Ruth Linn is an Israeli academic and professor in the Department of Counseling and Human Development at the University of Haifa, where she has taught since 1982. She served as dean of the Faculty of Education from 2001 to 2006. Specializing in moral psychology, Linn has written about resistance to authority, including conscientious objection; women and moral resistance; and the representation, in Israel's collective memory, of moral conflicts during the Holocaust. Linn is the author of five books, including Not Shooting and Not Crying: Psychological Inquiry into Moral Disobedience ; Conscience at War: the Israeli Soldier as a Moral Critic ; Mature Unwed Mothers: Narratives of Moral Resistance ; and Escaping Auschwitz: A Culture of Forgetting.
After receiving her doctorate, Linn taught in the Faculty of Education at the University of Haifa from 1982, and from 2001 to 2006 served as its dean. She has been a visiting scholar at Harvard University, Maryland University, and the University of British Columbia. The author of Escaping Auschwitz, a book about the Auschwitz escapee Rudolf Vrba, Linn arranged for the University of Haifa to award Vrba an honorary doctorate in 1998, in recognition of his escape and his contribution to Holocaust education. The award ceremony coincided with the first publication in Hebrew of his memoirs and the Vrba–Wetzler report by Haifa University Press.

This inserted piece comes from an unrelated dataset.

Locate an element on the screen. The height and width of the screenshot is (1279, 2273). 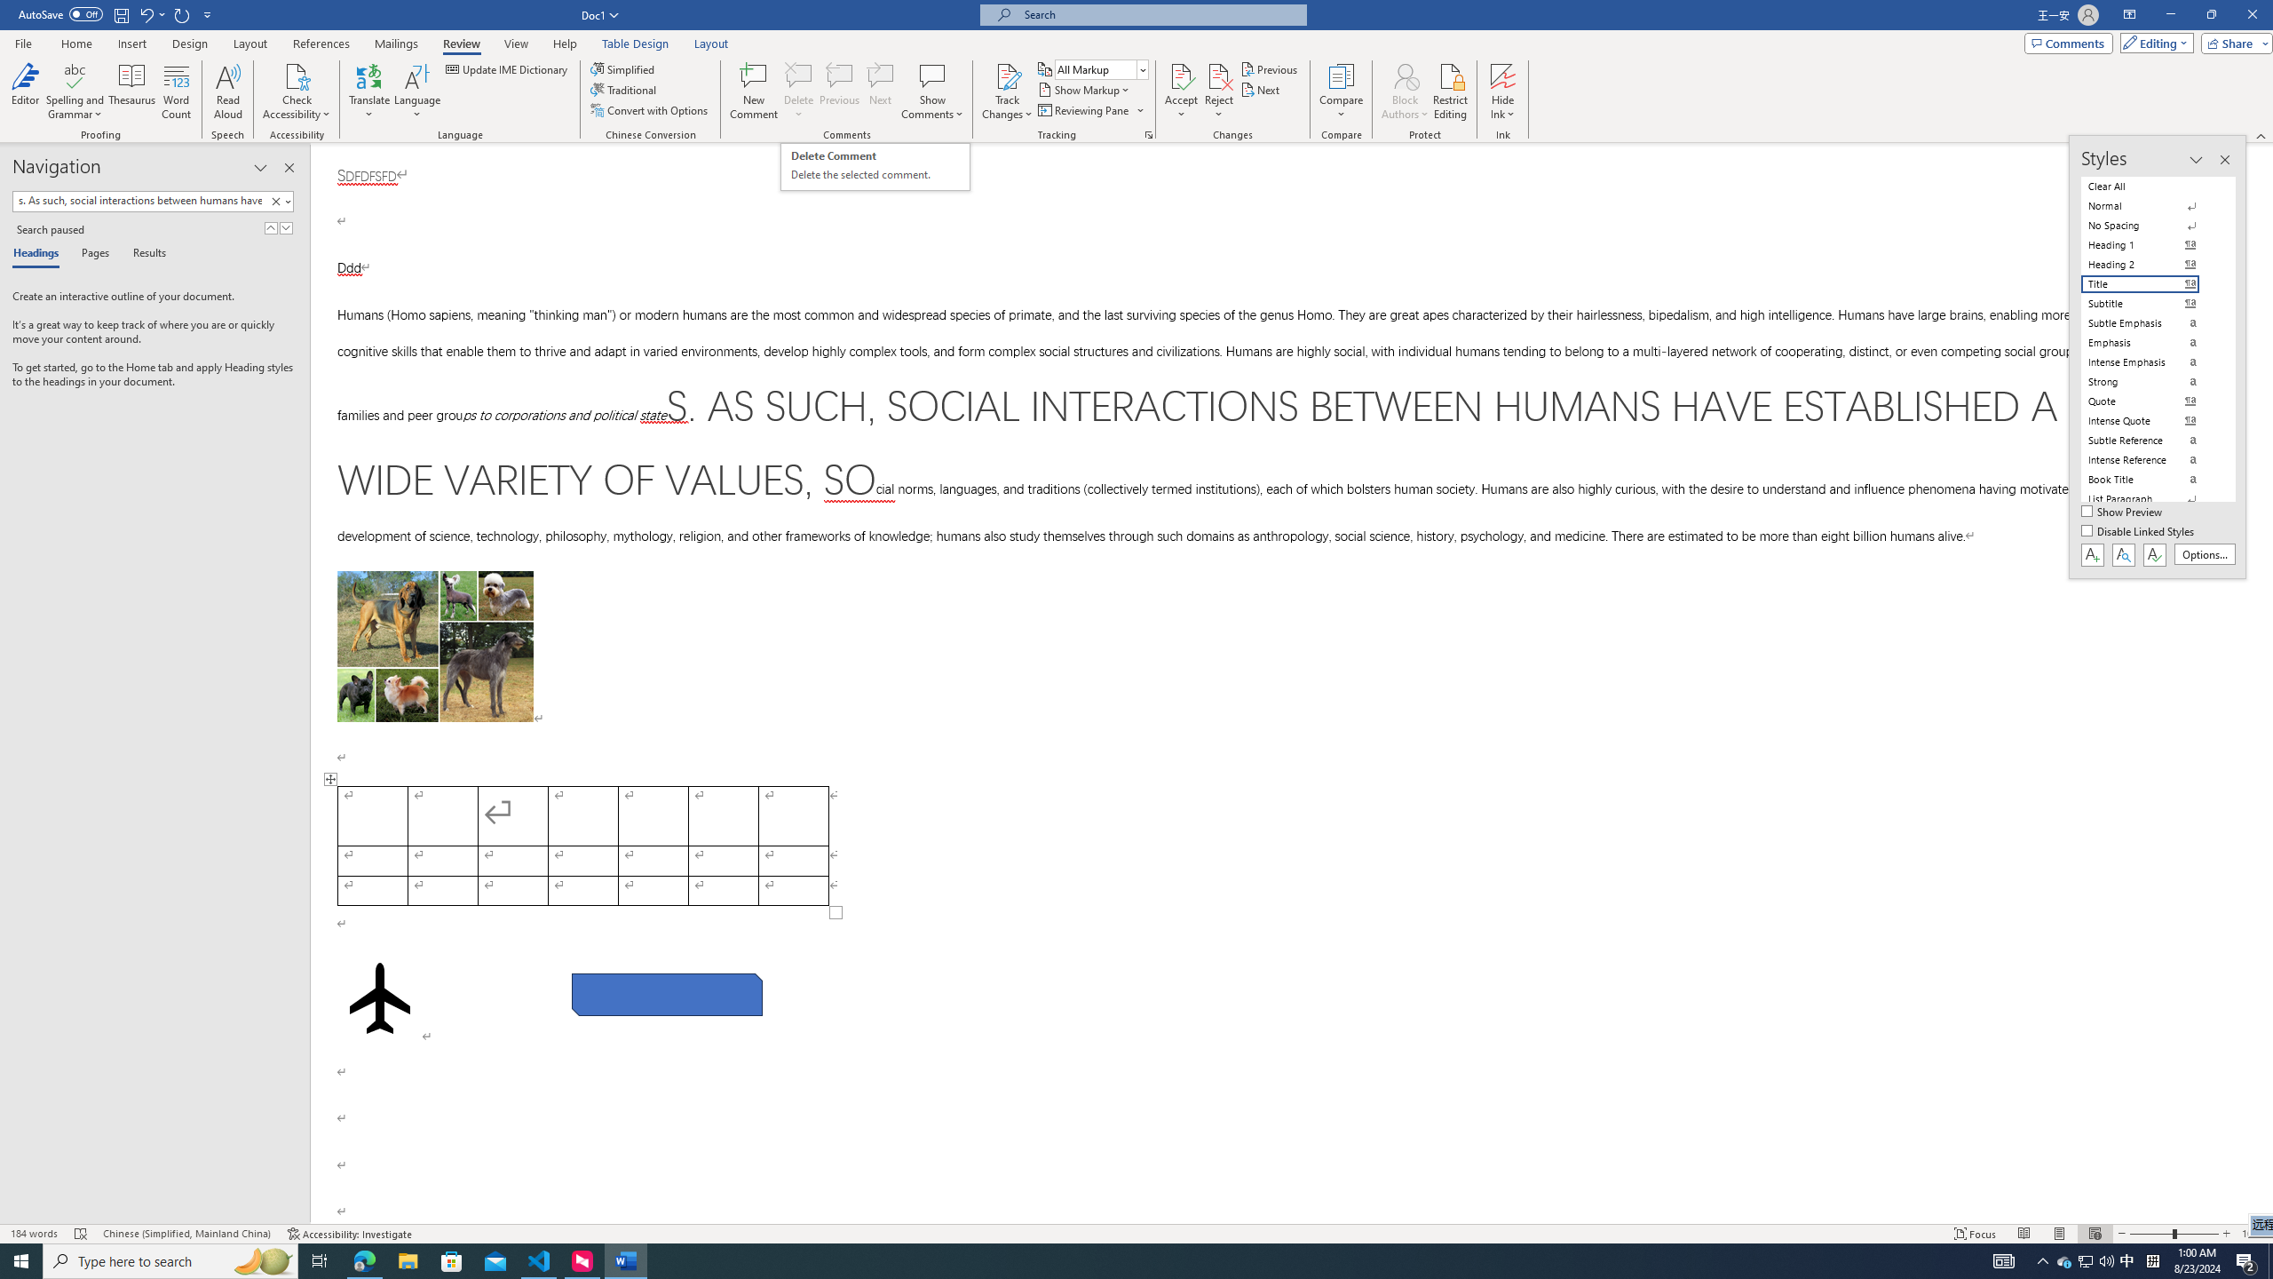
Restrict Editing is located at coordinates (1451, 91).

Linn, Ruth.. "Conscientious Objection in Israel During the War in Lebanon". Armed Forces and Society. 12: 489–511.
———. "When the Individual Soldier Says 'No' to War: A Look at Selective Refusal During the Intifada". Journal of Peace Research. 33: 421–431.
———. . Journal of Genocide Research, 5: 565–568.
———. . Theory and Criticism, 24, 163-184.
———. "Voice, silence and memory after Auschwitz". In Lentin, R., Representing the Shoah for the 21st Century. Oxford and New York: Berghahn Books.
———. "In the name of the Holocaust: Fears and hopes among Israeli soldiers and Palestinians". Journal of Genocide Research. 1: 439–453.
———. "Between the 'Known' and the 'Could be Known': The case of the escape from Auschwitz". In Christina Guenther and Beth Griech-Polelle. Trajectories of Memory: Intergenerational Representations of the Holocaust in History and the Arts. Newcastle: Cambridge Scholars Publishing. 15–40.